Task to carry out =>
Transcribe the entries that follow exactly as they appear, minus pictures.
(Material shown begins)
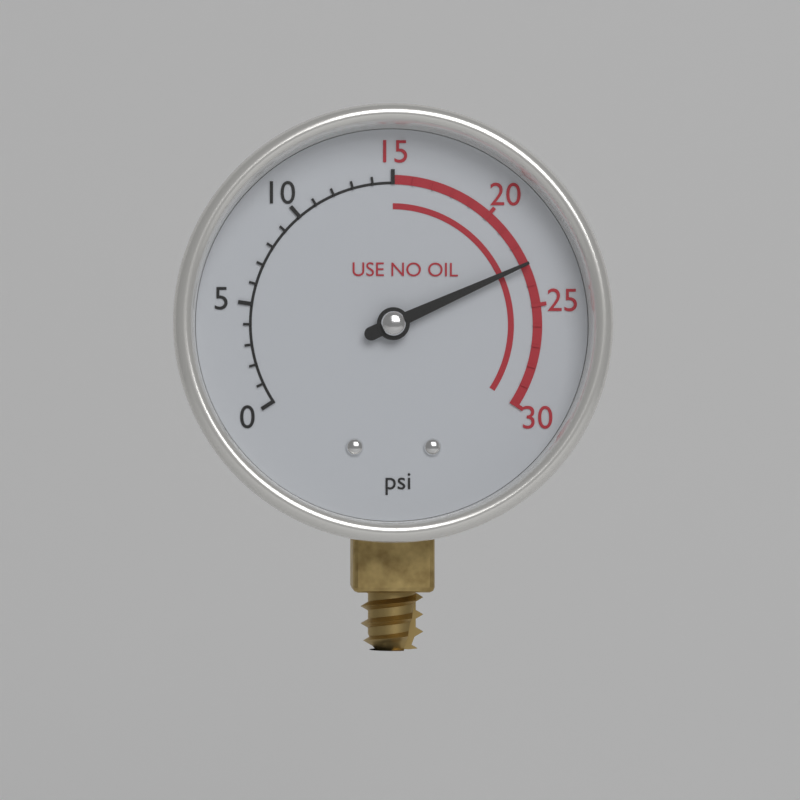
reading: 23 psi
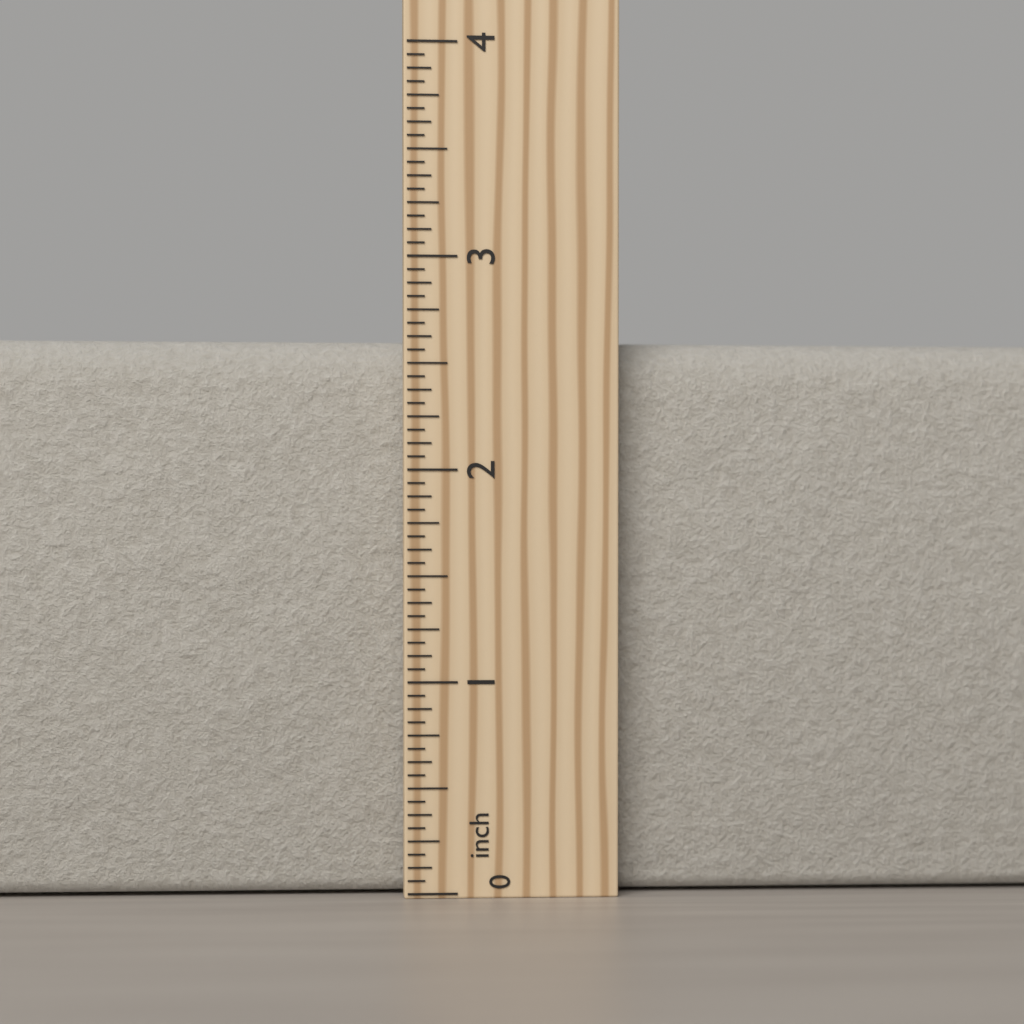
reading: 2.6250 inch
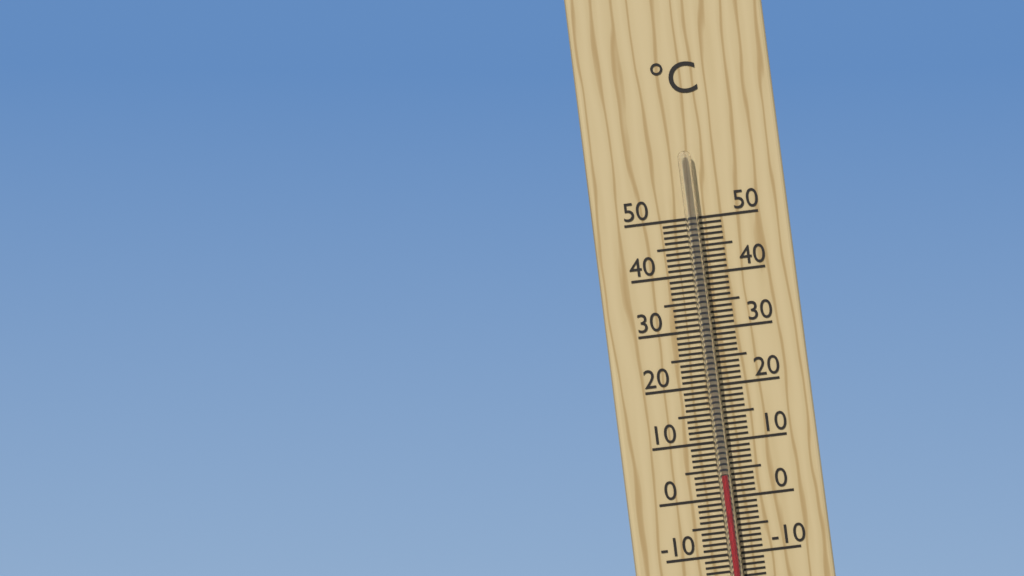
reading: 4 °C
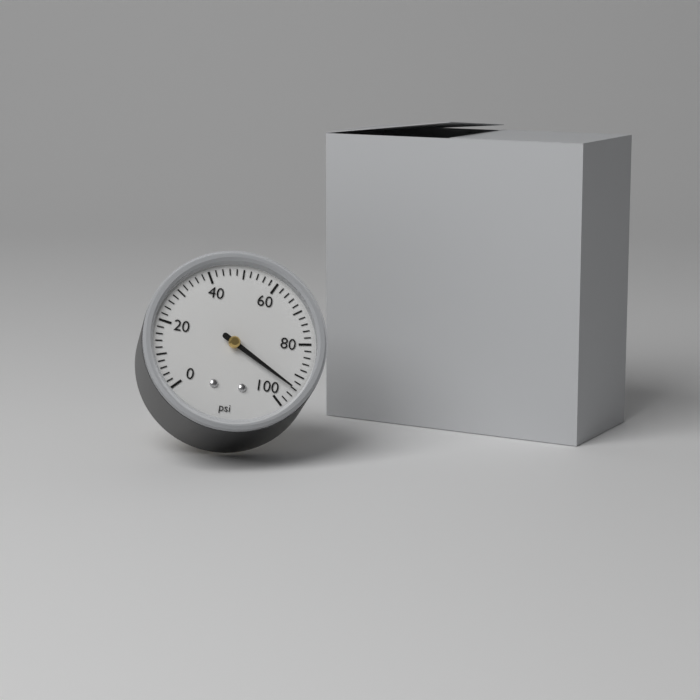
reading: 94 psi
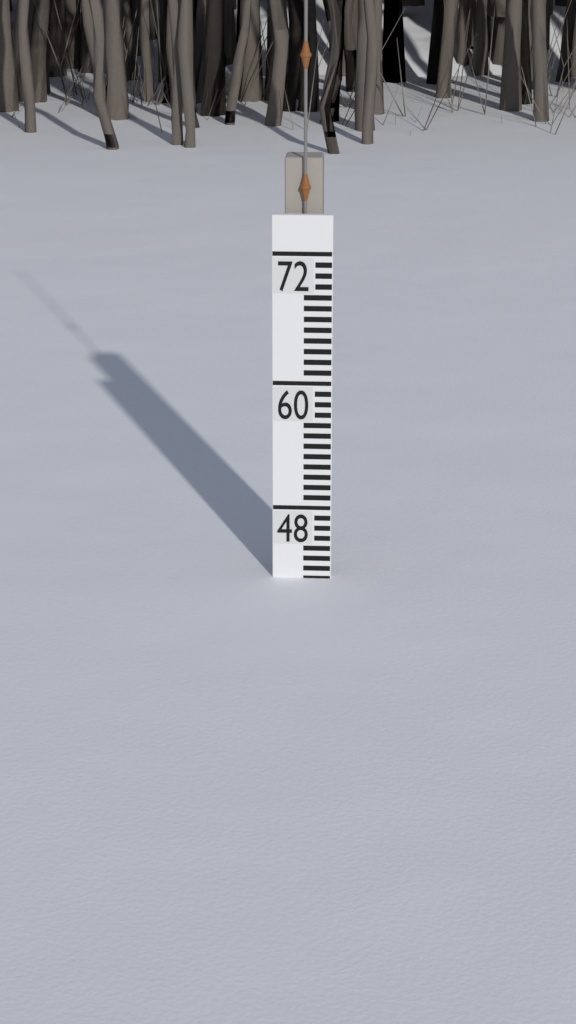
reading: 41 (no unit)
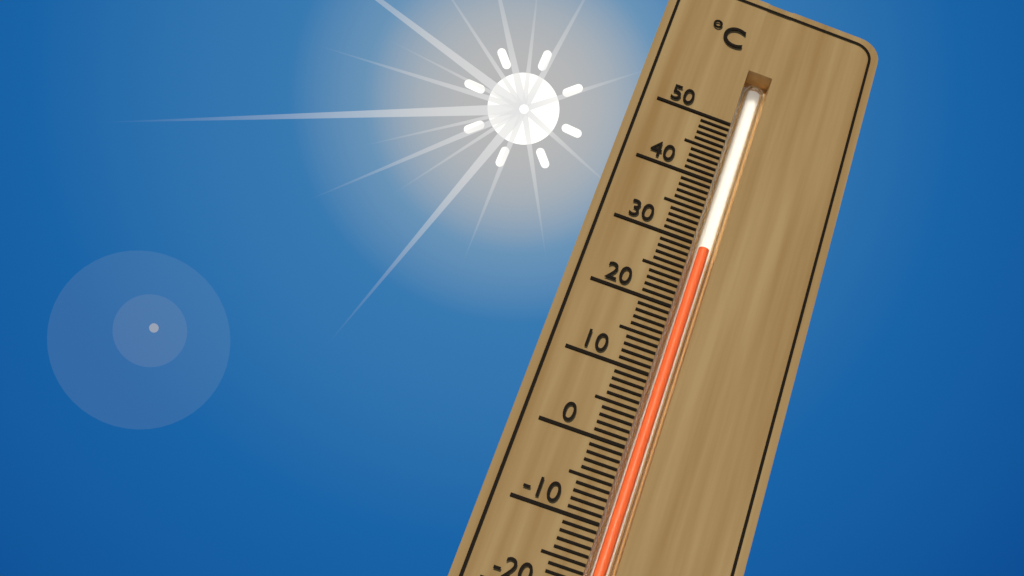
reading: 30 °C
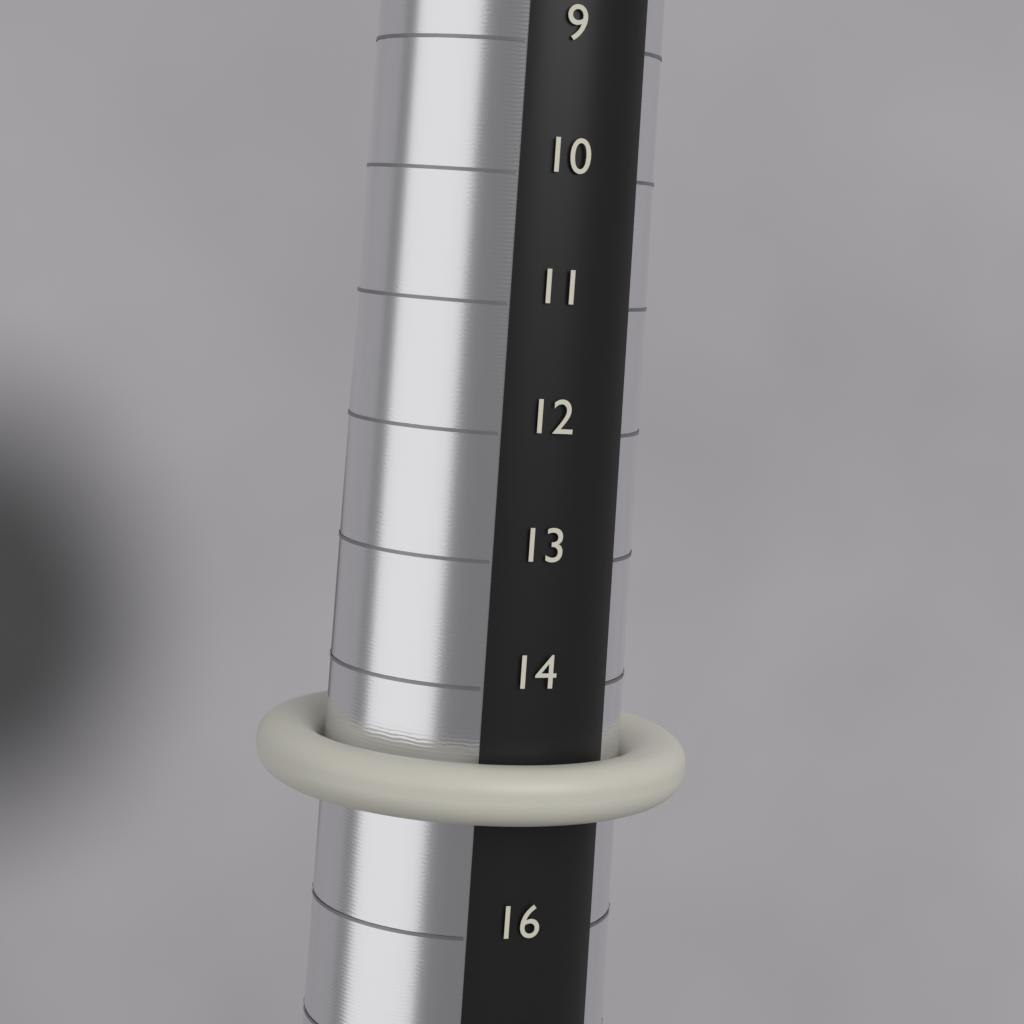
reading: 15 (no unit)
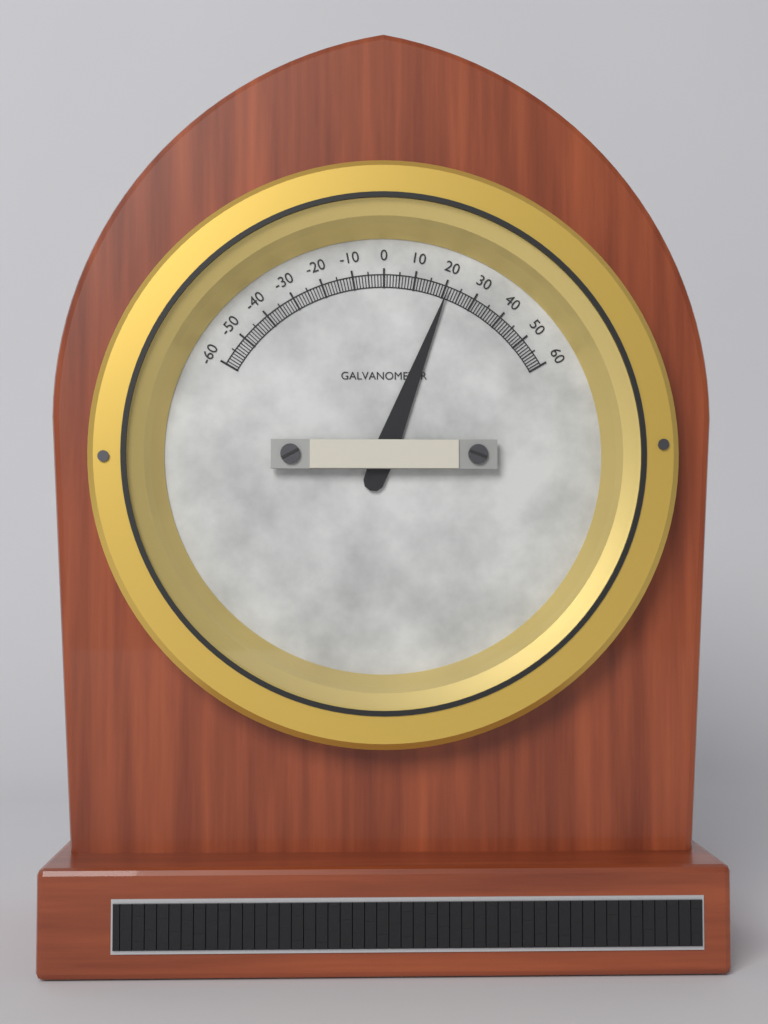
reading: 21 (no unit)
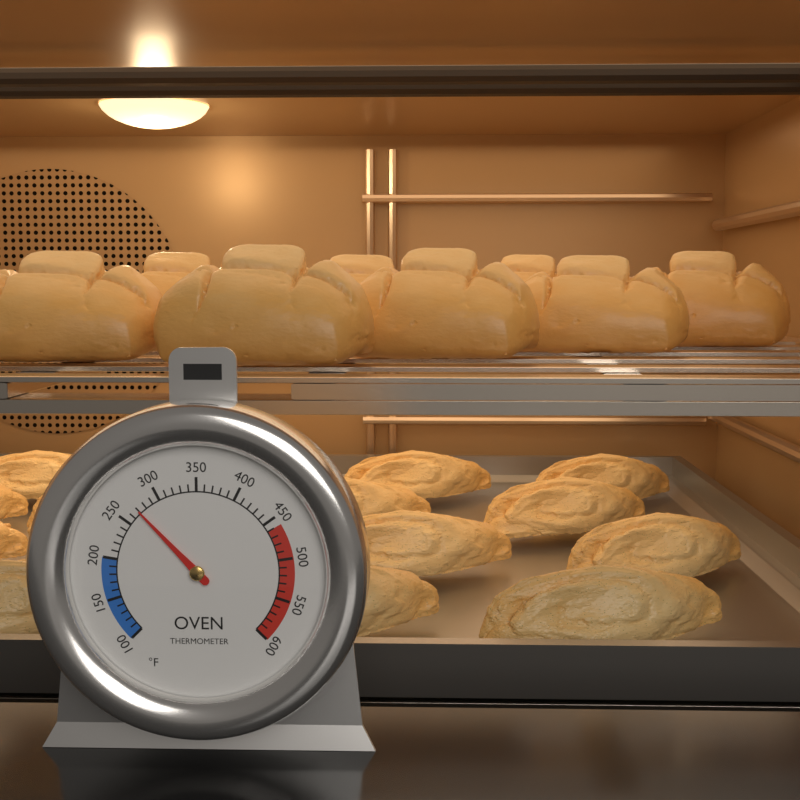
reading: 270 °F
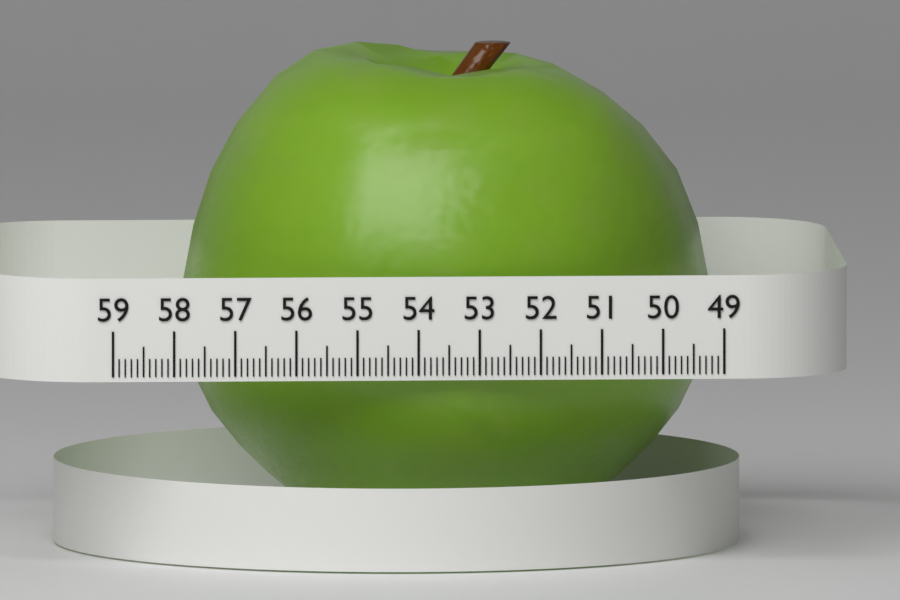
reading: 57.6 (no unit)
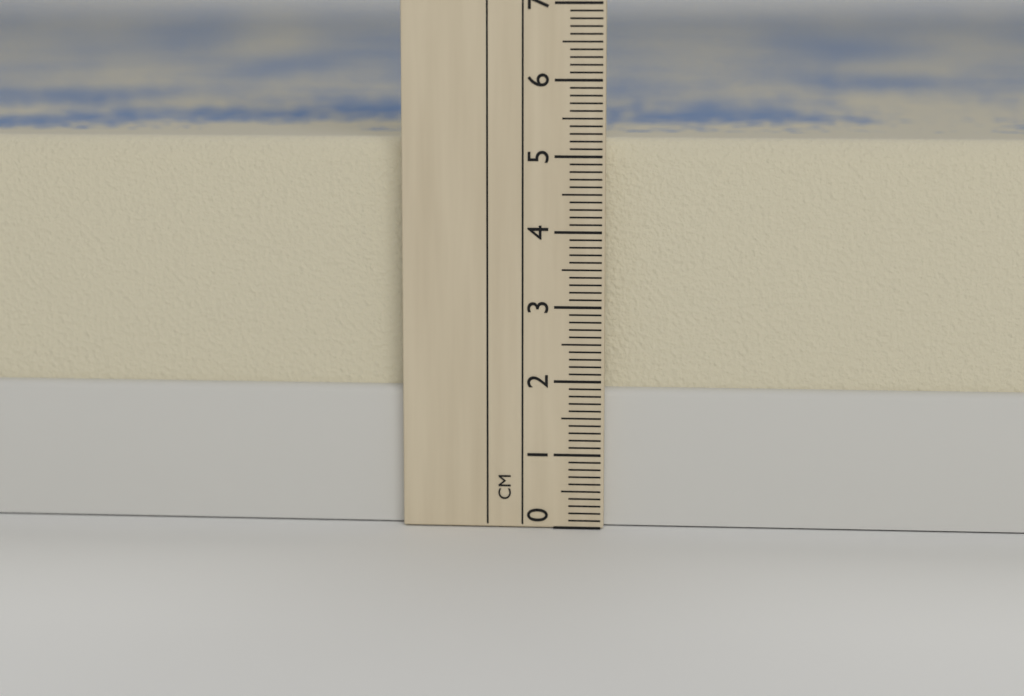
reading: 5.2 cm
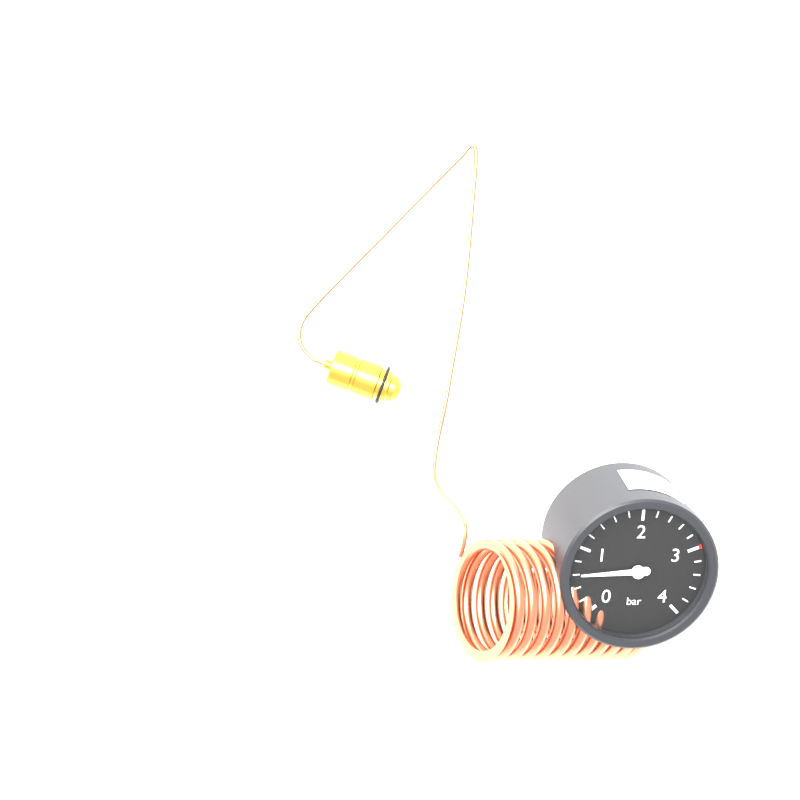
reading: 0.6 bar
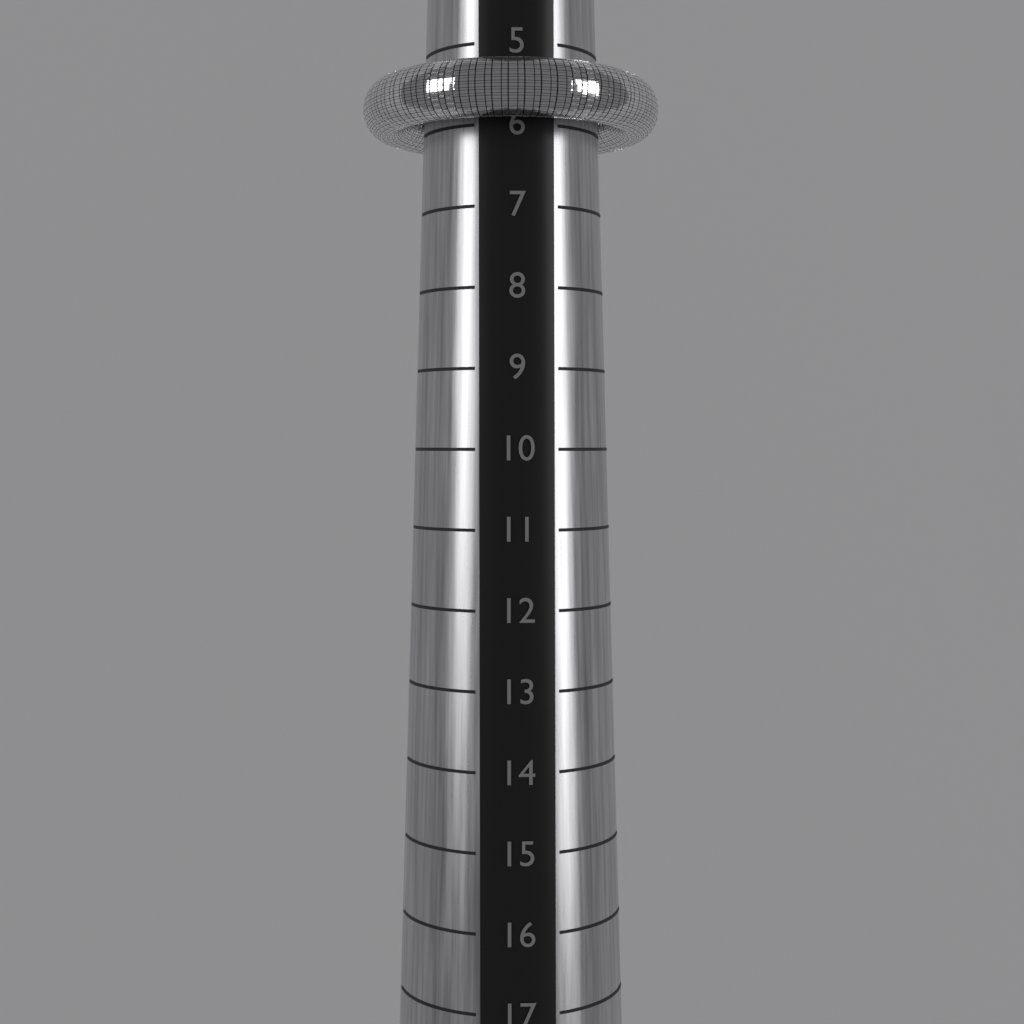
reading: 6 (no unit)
(Material shown ends)
Problem solution =>
reading: 23 psi
reading: 2.6250 inch
reading: 4 °C
reading: 94 psi
reading: 41 (no unit)
reading: 30 °C
reading: 15 (no unit)
reading: 21 (no unit)
reading: 270 °F
reading: 57.6 (no unit)
reading: 5.2 cm
reading: 0.6 bar
reading: 6 (no unit)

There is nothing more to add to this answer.